Not blue, which is sometimes his body colour, the Shiva’s figure in this miniature has been drawn in ash-grey, the colour of his ash-smeared body in his manifestation as Bhairava. A round face with well trimmed moustaches, sharp features, intoxicated eyes, long matted hair falling partially on the shoulders and a part knotted on the top with a snake holding it, a ‘tripunda’ and the ‘tri-netra’ adorning his forehead, and a thicker neck define the figure’s iconography. The great lord has been conceived with a robust anatomy. He is wearing a multi-stringed garland of ‘rudraksha’ around his neck as also armlets made of them. A pair of gold bangles and another of ear-rings apart, these are the snakes that adorn his neck, arms, wrists and ankles, and of course his grinding pot. He is wearing a large white ‘dhoti’ – an unstitched length of textile, around his waist in typical Central Indian style.
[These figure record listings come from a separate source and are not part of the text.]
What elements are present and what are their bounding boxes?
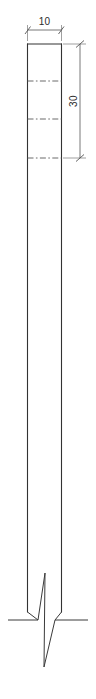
height-dimension-label: 30 [68, 95, 79, 107]
width-dimension: 10 [25, 16, 64, 41]
technical-drawing-root: 10 30 [0, 0, 96, 699]
width-dimension-label: 10 [39, 16, 51, 27]
section-center-lines [28, 81, 62, 158]
drawing-canvas: 10 30 [0, 0, 96, 699]
height-dimension: 30 [63, 41, 86, 162]
column-outline [28, 44, 62, 612]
In paraphernalia around the figure of Shiva the painting makes a departure from the settled tradition. Instead of the lion skin which invariably comprises his seating mat Lord Shiva has been portrayed as seated on a carpet with silk-like look designed elegantly with floral stripes rendered in golden thread. His trident and damaru – double drum, are the essential attributes of his iconography but the trident’s blades and damaru’s body worked with gold are features foreign to their forms. A goblet with a tray, another, containing eatables, a larger bowl and a large size pitcher with a handle for holding it, all conceived with gold-like lustre, are articles not usually seen in Shiva’s iconography.

This description by Prof. P.C. Jain and Dr. Daljeet. Prof. Jain specializes on the aesthetics of literature and is the author of numerous books on Indian art and culture. Dr. Daljeet is the curator of the Miniature Painting Gallery, National Museum, New Delhi. They have both collaborated together on a number of books.